Why I Chose Integration Over Rebuilding

I get asked why I didn’t just hire developers and build my own event platform.
The answer is simple:speed, cost, and focus.

  • Rebuilding everything would have taken months and cost tens of thousands.
  • This hybrid no-code + light code stack was up and running in weeks.
  • Each piece (Ticket Tailor, Zapier, Outseta, Cloudflare Workers) is independently scalable.

For a bootstrapped startup, this approach made far more sense.


What’s Next?

We’re currently using one core Zap, but as we expand to more cities, I plan to add:

  • Automated city-specific email sequences
  • Dynamic pricing adjustments
  • Advanced membership segmentation

Rather than reinventing the wheel, I’ll keep strengthening integrations — making the stack smarter without bloating it.


Final Thoughts

You don’t need a dev team to build something powerful.
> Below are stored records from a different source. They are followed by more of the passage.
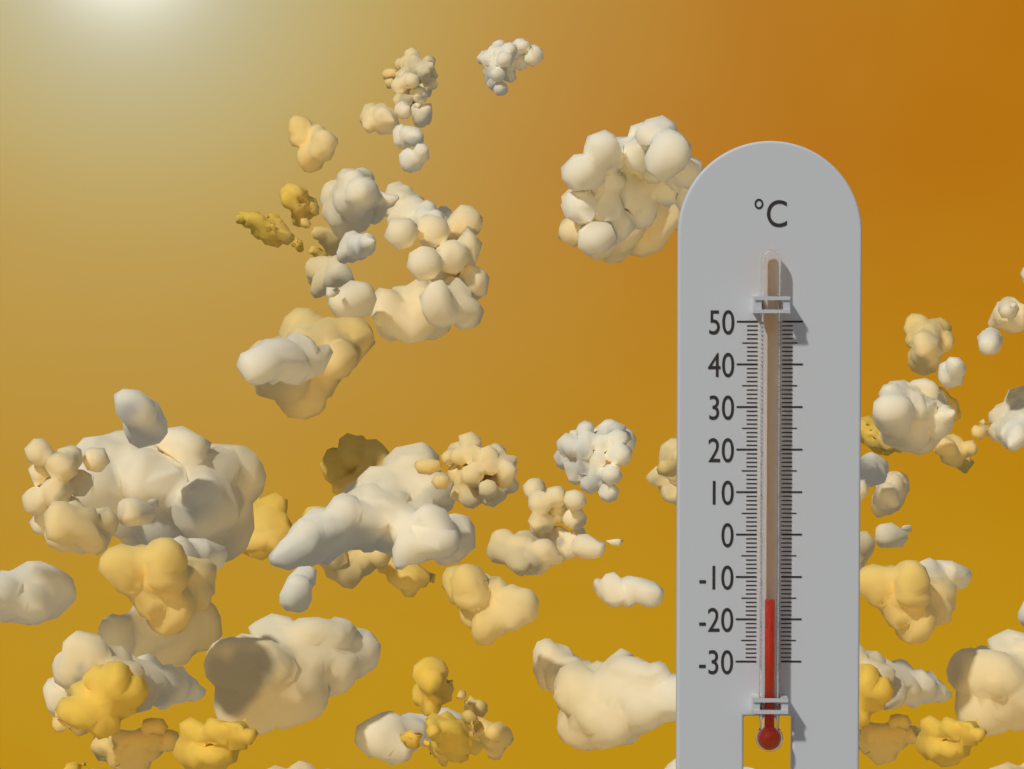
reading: -15 °C
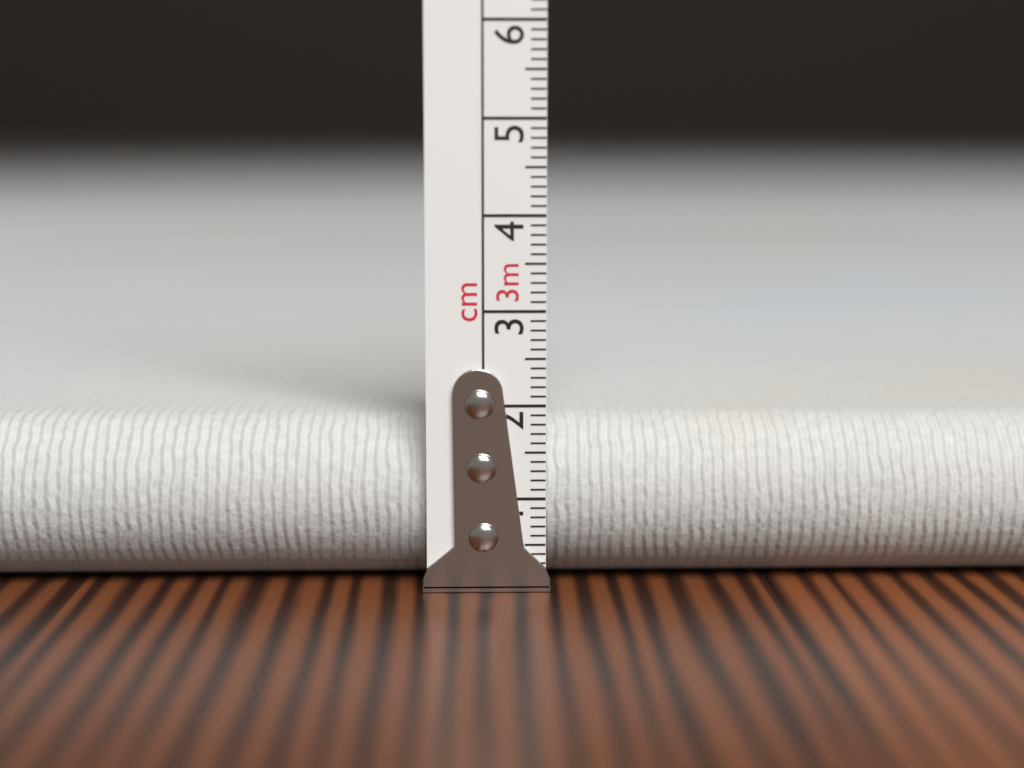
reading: 1.8 cm
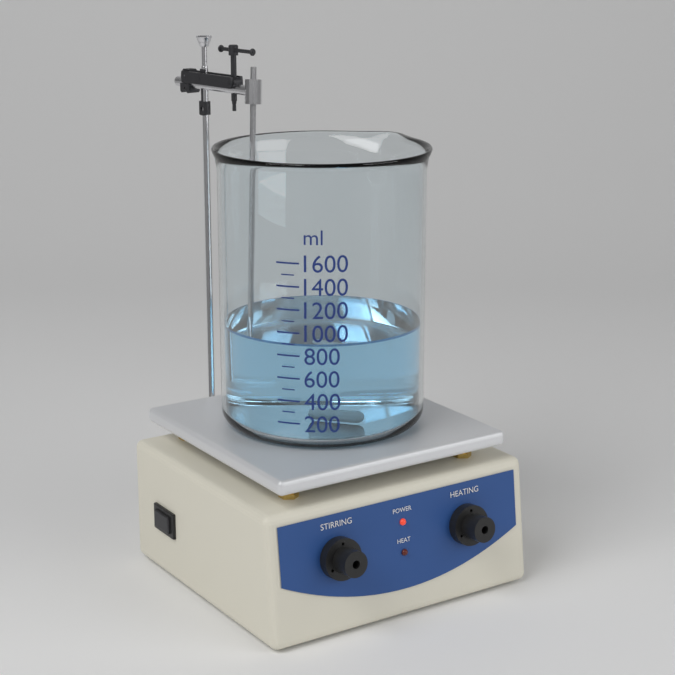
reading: 900 ml
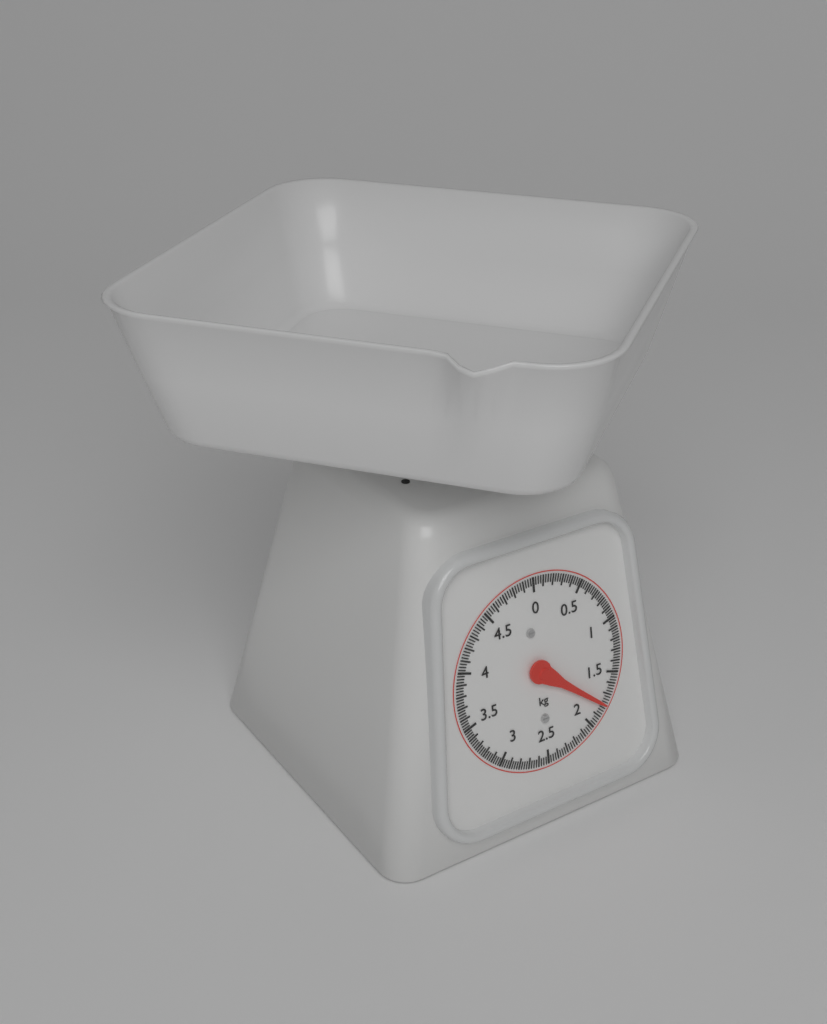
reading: 1.800 kg
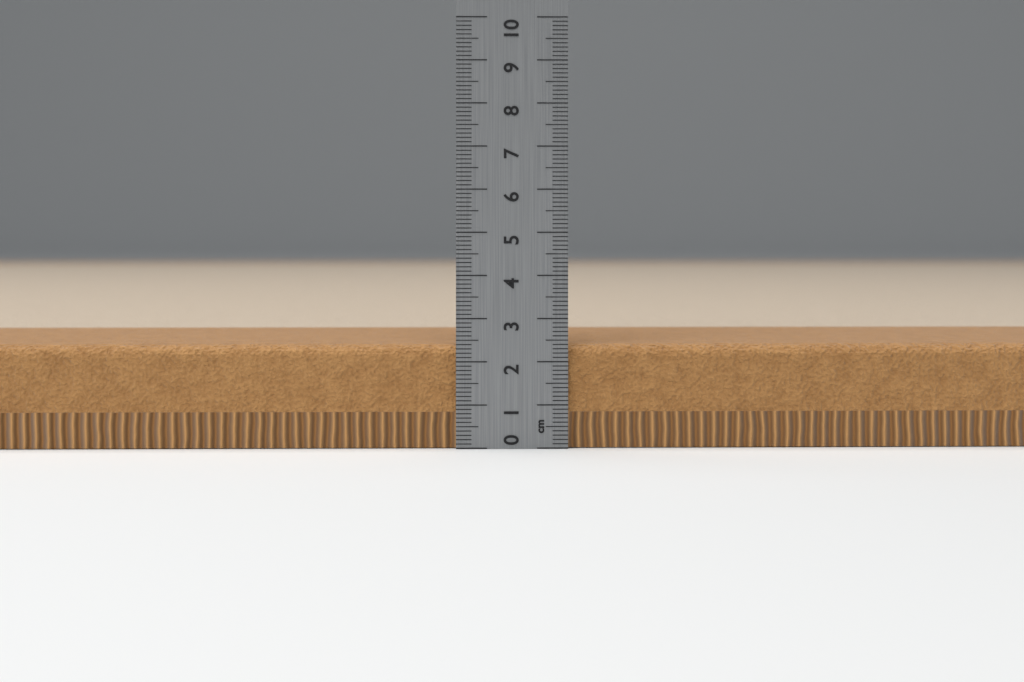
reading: 2.4 cm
With the right tools, a bit of glue code, and smart architecture, you can create a multi-city, revenue-generating platform that scales.

This stack has allowed me to:

  • Ditch expensive platforms like Eventbrite
  • Automate critical workflows
  • Support multiple cities with minimal maintenance

If you’re curious to see the platform in action, check out National Social Networking Group

And the best part? I built it all myself.